Crypto
Visa Launches Stablecoin Platform For Merchant Payments
Visa launched its Stablecoin Platform with OUSD, USDC and USDG support, bringing digital dollar payments closer to 200 million merchants worldwide.
2h ago 4,280
Visa launched its Stablecoin Platform with OUSD, USDC and USDG support, bringing digital dollar payments closer to 200 million merchants worldwide.

Payment giant Visa is expanding its crypto strategy with the launch of a new Stablecoin Platform that allows banks and fintech companies to issue, manage, and settle digital dollars through its global payment network.
The move marks another major step toward bringing stablecoins into everyday payments across more than 200 million merchant locations worldwide.
Visa has revealed its Visa Stablecoin Platform, a new infrastructure designed to help banks, fintech companies, and crypto firms integrate stablecoins into their existing payment and treasury operations.
Instead of building blockchain infrastructure from scratch, financial institutions can use Visa's platform to mint, burn, transfer, and manage stablecoins while continuing to operate through their existing banking systems.
Visa processes nearly $15 trillion in payments every year and already handles billions of dollars in stablecoin settlements. The company now wants to make those services available to its broader network of around 15,000 financial institutions and more than 200 million merchants.
According to Rubail Birwadker, Visa's global head of growth, the goal is not simply to give customers access to stablecoins, but to integrate them into existing treasury management, settlement, and money movement systems.
The platform launches with Open USD (OUSD) as its newest supported stablecoin while continuing support for Circle's USDC and Paxos' USDG.
Visa's decision reflects a broader multi-stablecoin strategy rather than relying on a single issuer.
OUSD was introduced just weeks ago by Open Standard, a consortium backed by major financial companies including Visa, Mastercard, Stripe, BlackRock and Coinbase. Unlike traditional stablecoin models, Open Standard distributes most reserve earnings back to participating partners instead of keeping them with the issuer alone.
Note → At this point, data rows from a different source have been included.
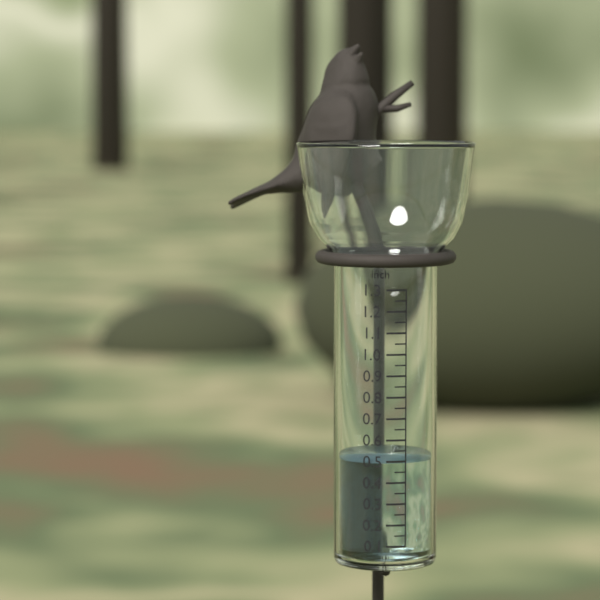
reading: 0.50 inch
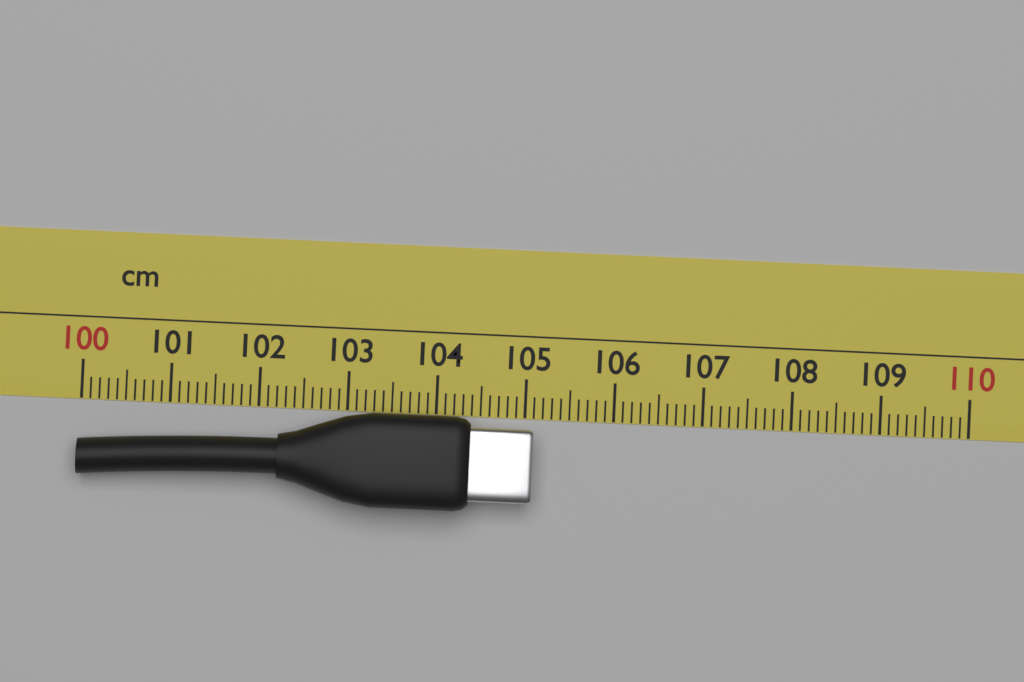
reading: 105.1 cm
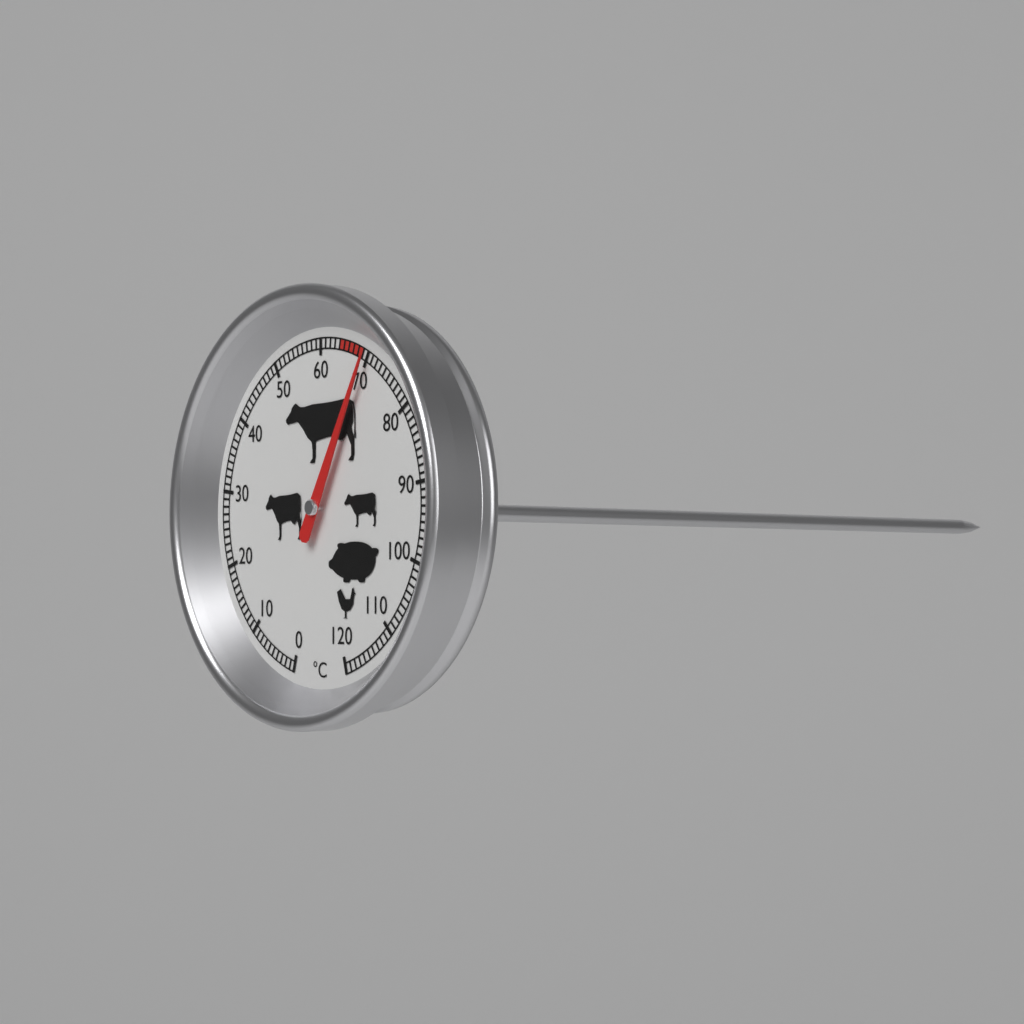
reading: 70 °C
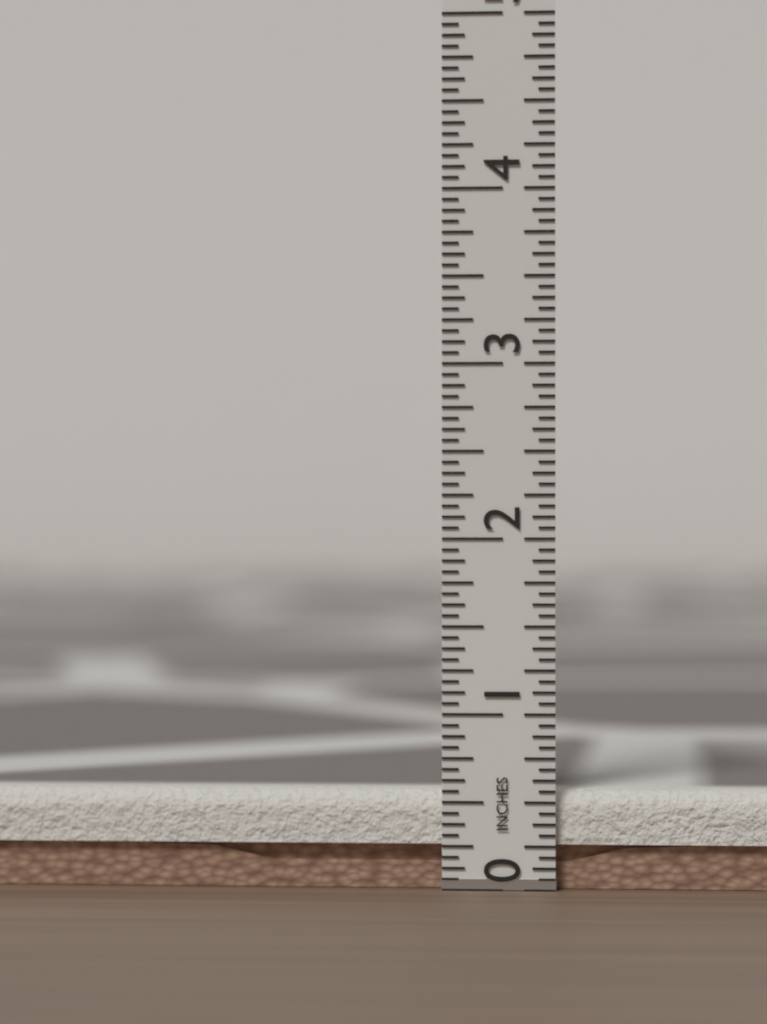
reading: 0.5625 in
That makes OUSD attractive for banks and payment providers looking to participate directly in the economics of stablecoin issuance.
At the same time, Visa continues supporting established regulated stablecoins such as USDC and USDG, giving customers greater flexibility based on their business and regulatory requirements.
Visa's latest launch comes as the world's biggest payment companies race to build stablecoin infrastructure.
Unlike PayPal, which launched its own PYUSD stablecoin, or Stripe, which expanded through its $1.1 billion acquisition of Bridge, Visa is taking a different approach by supporting multiple regulated stablecoins instead of promoting a single token.
Mastercard is also expanding its stablecoin business through partnerships and settlement services, but Visa already has an early lead, processing around $7 billion in stablecoin settlements and more than 90% of crypto-linked card payment volume.
By acting as the infrastructure connecting OUSD, USDC, and USDG, Visa is positioning itself as the payment network that can support whichever regulated stablecoins banks and businesses choose to use.
Visa remains the world's largest payments company, processing around $15 trillion in annual payment volume, ahead of Mastercard's $9 trillion.
The biggest goal of the Visa Stablecoin Platform is to make blockchain payments feel as simple as traditional payments.
Banks will be able to issue their own stablecoins, move funds between institutions, and settle transactions using blockchain without changing how they manage treasury operations.
For merchants, stablecoins could significantly reduce settlement times.
Instead of waiting one or more business days for payments to clear, transactions can settle almost instantly while remaining available around the clock.